<<<<

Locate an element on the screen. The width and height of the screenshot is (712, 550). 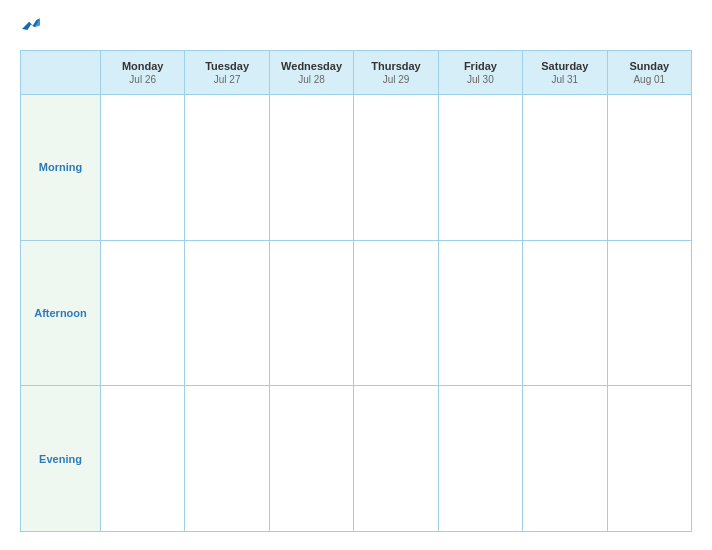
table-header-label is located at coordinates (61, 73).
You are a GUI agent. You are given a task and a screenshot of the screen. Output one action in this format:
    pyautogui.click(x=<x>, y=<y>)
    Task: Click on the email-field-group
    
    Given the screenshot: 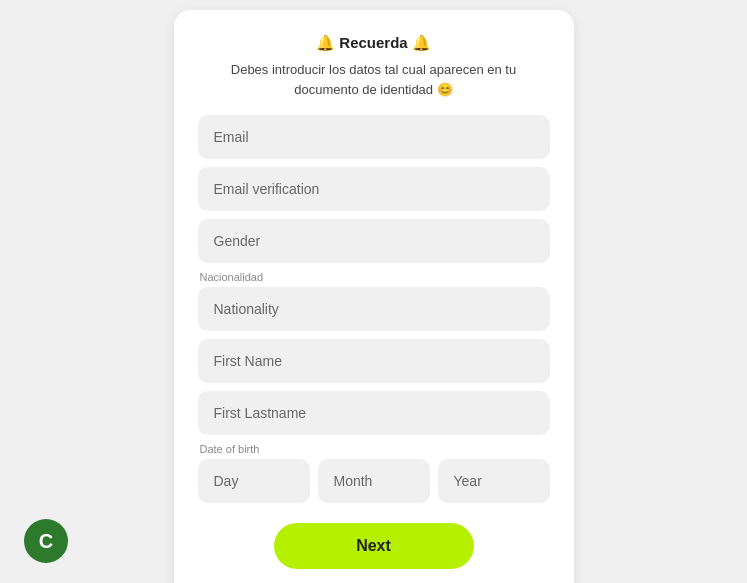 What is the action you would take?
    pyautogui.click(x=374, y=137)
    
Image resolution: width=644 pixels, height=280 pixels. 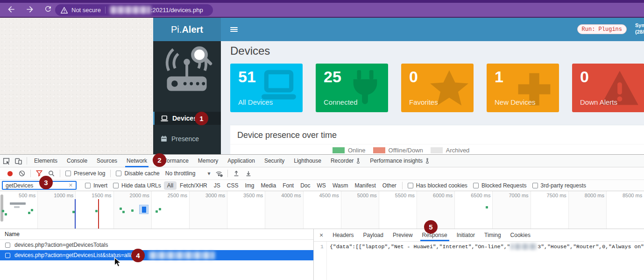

>>>>

## Directions
Repeat, with no pictures, each line from the beginning of the data through the line containing "Task: Click on the email-field-group", inclusive.

## Your response
Locate an element on the screen. The width and height of the screenshot is (712, 550). 
table-header-label is located at coordinates (61, 73).
You are a GUI agent. You are given a task and a screenshot of the screen. Output one action in this format:
    pyautogui.click(x=<x>, y=<y>)
    Task: Click on the email-field-group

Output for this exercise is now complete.